In the center just off the Glorieta there is a standing bust honoring Leoncio Vidal, the hero who died fighting in this very location against Spanish forces, and for which the Park takes its name. The first monument ever erected in the park is an obelisk dedicated to the priest who migrated from the coastal town of Remedios with the other families who founded the city. Between these monuments, you’ll find the now iconic statue of “el niño de la bota” or Child with a boot. In the same way Havana is known by the statue of “La Giraldilla” as its city symbol, Santa Clara has her symbol which is the “el niño de la bota”. The impressive bronze statue depicts a boy with a boot in his hand from which a water fountain emerges. The original base of the statue was changed for a more contemporary red granite in the 1960s and it remained that way until the 1990s when, in an effort to recover the original design, the city rebuilt it in its original form.

el-nino-de-la-bota-Santa-Clara

South of that statue we find another one: a 1924 bronze statue of Marta Abreu. She was a much loved resident of Santa Clara. The base of her statue is said to be a time capsule, since it has inside some papers, a magazine and other objects collected during the construction which have been left inside it for future generations.
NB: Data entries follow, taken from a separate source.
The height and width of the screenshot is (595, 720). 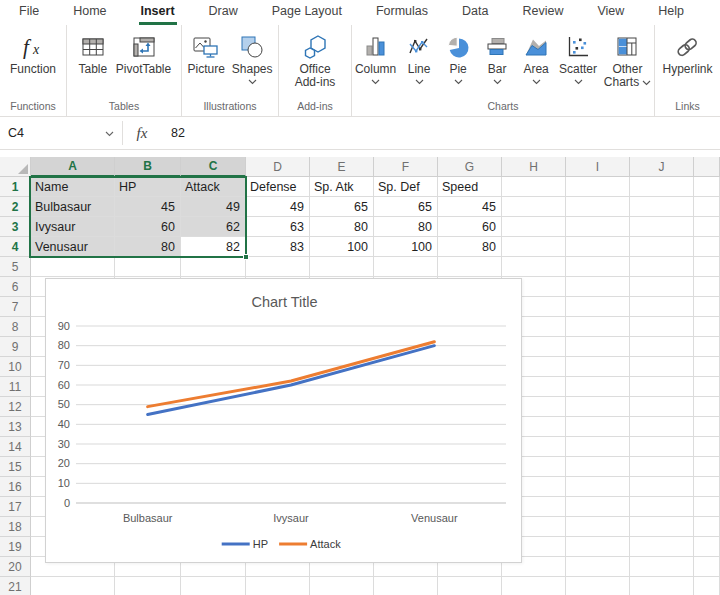 What do you see at coordinates (342, 207) in the screenshot?
I see `cell-E2: 65` at bounding box center [342, 207].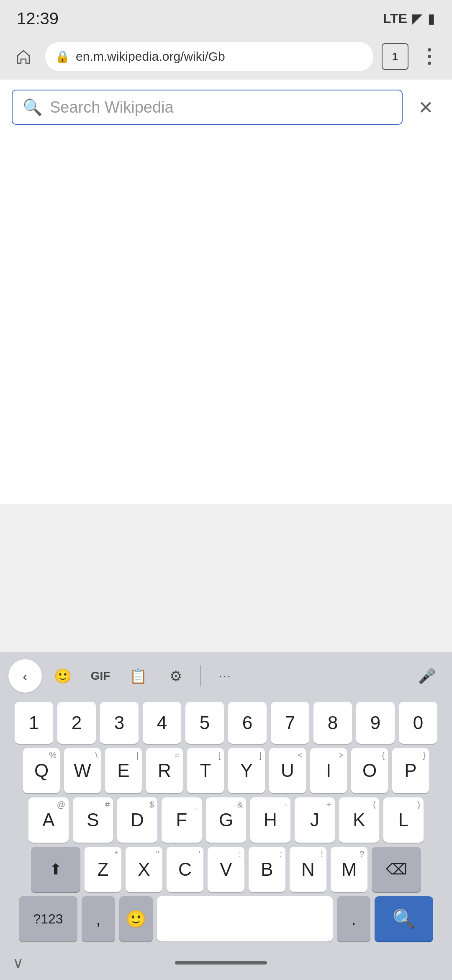 The image size is (452, 980). I want to click on lte-icon: LTE, so click(395, 18).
Marta-Abreu-Statue-Santa-Clara

Bordering the park, you’ll see the tall Santa Clara Libre Hotel which was formerly the Santa Clara Hilton, considered by critics and the general population as an ugly modernist structure drowning the colonial flair of the city. Still, the Hotel building is rich in history. Interestingly, the walls of the hotel still show multiple machine gun bullet marks from the attack of the rebel forces led by Che Guevara and Camilo Cienfuegos during the 1959 Cuban Revolution.